Norwegian Study: Global Warming Less Severe Than Feared
Numerous news outlets are reporting the findings of a study from the Research Council of Norway — a government agency — which concludes that (in Bloomberg's version) "After the planet's average surface temperature rose through the 1990s, the increase has almost leveled off at the level of 2000, while ocean water temperature has also stabilized." The New York Times' Dot Earth blog offers some reasons to be skeptical of the findings.
[quote]Do you know what the problem with that argument is? The problem is that regardless of what the magnitude of anthropogenic global warming actually is, it *started* with substantial political and corporate interests framing it as certain and apocalyptic.[/quote]
Actually when scientists first started warning that the consequences of CO2 could be extreme and dire there where no political interests interested at all in the topic. Fouriers warnings in the 1870s about the greenhouse effect where pretty much ignored until the early 1900s when data started to come in that the infrared absorbsion properties of CO2 he had observed in the laboratory and he postulated would affect the atmosphere where turning up localized around roads and automobile heavy areas. From that point CO2 climate change was pretty much confirmed in theory and observation but still a bit abstract until later in the 1900s when new data found that some of the droughts and changes in arctic and oceanic conditions where directly caused by it.
Unfortunately the other thing that happened in the 1900s was a growth of anti-science activism around creationism and various health kookery, and some of this bled over into physics denialism which found an apreciative audience amongst conservative audiences who had decided that tempering the carbon economy was "socialist". And now here we are with half the planet insistent on denying the evidence in front of their eyes.
We've had nearly a 150 years of physics to get here, and now its "political interests" that are making the carbon molecules absorb infra red.
Well congratulations conservatives, it wasn't us scientific folk that decided atoms have a liberal bias, you goons.
Excuse the Unicode crap in my posts. That's an apostrophe, and slashdot is busted.
If these are the questions that you're asking now that you don't believe the "global warming narrative," you clearly didn't have a very thoughtful basis for your original belief either, if you're indeed being truthful about your personal conversion, which I must say that I found doubtful. Honestly, I would have expected a heck of a lot more thought out of an astrophysicist.
What is of concern is not prehistoric change and long-term trends. There are many ways to influence a physical system and the concern is about very recent, very rapid change that is human-induced. It doesn't matter if there have been different past driving forces, or that there is a very slow, long-term trend. If we're causing a much larger, much faster change with our present activity, none of the distractions that you mention are particularly relevant.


» Exercise requirements
Make an exact copy of the listing below.
++++++
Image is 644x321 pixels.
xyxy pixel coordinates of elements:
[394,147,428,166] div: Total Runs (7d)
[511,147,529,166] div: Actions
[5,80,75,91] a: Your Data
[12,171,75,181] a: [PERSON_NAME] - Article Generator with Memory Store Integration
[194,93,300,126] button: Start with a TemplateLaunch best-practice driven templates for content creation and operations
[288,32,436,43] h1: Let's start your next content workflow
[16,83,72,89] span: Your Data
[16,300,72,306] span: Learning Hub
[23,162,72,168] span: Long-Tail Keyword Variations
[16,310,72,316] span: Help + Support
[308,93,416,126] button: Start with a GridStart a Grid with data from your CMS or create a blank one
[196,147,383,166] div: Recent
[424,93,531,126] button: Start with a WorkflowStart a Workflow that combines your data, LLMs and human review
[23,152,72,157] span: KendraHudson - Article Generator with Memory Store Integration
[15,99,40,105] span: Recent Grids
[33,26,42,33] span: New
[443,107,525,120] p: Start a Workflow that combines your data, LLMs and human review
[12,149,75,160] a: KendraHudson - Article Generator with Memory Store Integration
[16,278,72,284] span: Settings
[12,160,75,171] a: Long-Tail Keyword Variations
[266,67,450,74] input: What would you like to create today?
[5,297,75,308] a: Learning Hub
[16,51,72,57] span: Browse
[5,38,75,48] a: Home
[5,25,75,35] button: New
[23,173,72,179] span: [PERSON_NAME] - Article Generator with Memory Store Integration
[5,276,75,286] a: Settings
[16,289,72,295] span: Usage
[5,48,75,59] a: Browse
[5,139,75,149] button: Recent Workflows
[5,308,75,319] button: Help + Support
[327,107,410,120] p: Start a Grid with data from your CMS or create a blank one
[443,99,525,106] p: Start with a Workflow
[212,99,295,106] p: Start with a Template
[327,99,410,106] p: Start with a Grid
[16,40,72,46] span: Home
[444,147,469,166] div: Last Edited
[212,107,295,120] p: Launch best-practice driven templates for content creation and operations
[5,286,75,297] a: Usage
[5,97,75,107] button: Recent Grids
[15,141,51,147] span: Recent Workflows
++++++
» Solution for this exercise
Image is 644x321 pixels.
xyxy pixel coordinates of elements:
[394,147,428,166] div: Total Runs (7d)
[511,147,529,166] div: Actions
[5,80,75,91] a: Your Data
[12,171,75,181] a: [PERSON_NAME] - Article Generator with Memory Store Integration
[194,93,300,126] button: Start with a TemplateLaunch best-practice driven templates for content creation and operations
[288,32,436,43] h1: Let's start your next content workflow
[16,83,72,89] span: Your Data
[16,300,72,306] span: Learning Hub
[23,162,72,168] span: Long-Tail Keyword Variations
[16,310,72,316] span: Help + Support
[308,93,416,126] button: Start with a GridStart a Grid with data from your CMS or create a blank one
[196,147,383,166] div: Recent
[424,93,531,126] button: Start with a WorkflowStart a Workflow that combines your data, LLMs and human review
[23,152,72,157] span: KendraHudson - Article Generator with Memory Store Integration
[15,99,40,105] span: Recent Grids
[33,26,42,33] span: New
[443,107,525,120] p: Start a Workflow that combines your data, LLMs and human review
[12,149,75,160] a: KendraHudson - Article Generator with Memory Store Integration
[16,278,72,284] span: Settings
[12,160,75,171] a: Long-Tail Keyword Variations
[266,67,450,74] input: What would you like to create today?
[5,297,75,308] a: Learning Hub
[16,51,72,57] span: Browse
[5,38,75,48] a: Home
[5,25,75,35] button: New
[23,173,72,179] span: [PERSON_NAME] - Article Generator with Memory Store Integration
[5,276,75,286] a: Settings
[16,289,72,295] span: Usage
[5,48,75,59] a: Browse
[5,139,75,149] button: Recent Workflows
[5,308,75,319] button: Help + Support
[327,107,410,120] p: Start a Grid with data from your CMS or create a blank one
[443,99,525,106] p: Start with a Workflow
[212,99,295,106] p: Start with a Template
[327,99,410,106] p: Start with a Grid
[16,40,72,46] span: Home
[444,147,469,166] div: Last Edited
[212,107,295,120] p: Launch best-practice driven templates for content creation and operations
[5,286,75,297] a: Usage
[5,97,75,107] button: Recent Grids
[15,141,51,147] span: Recent Workflows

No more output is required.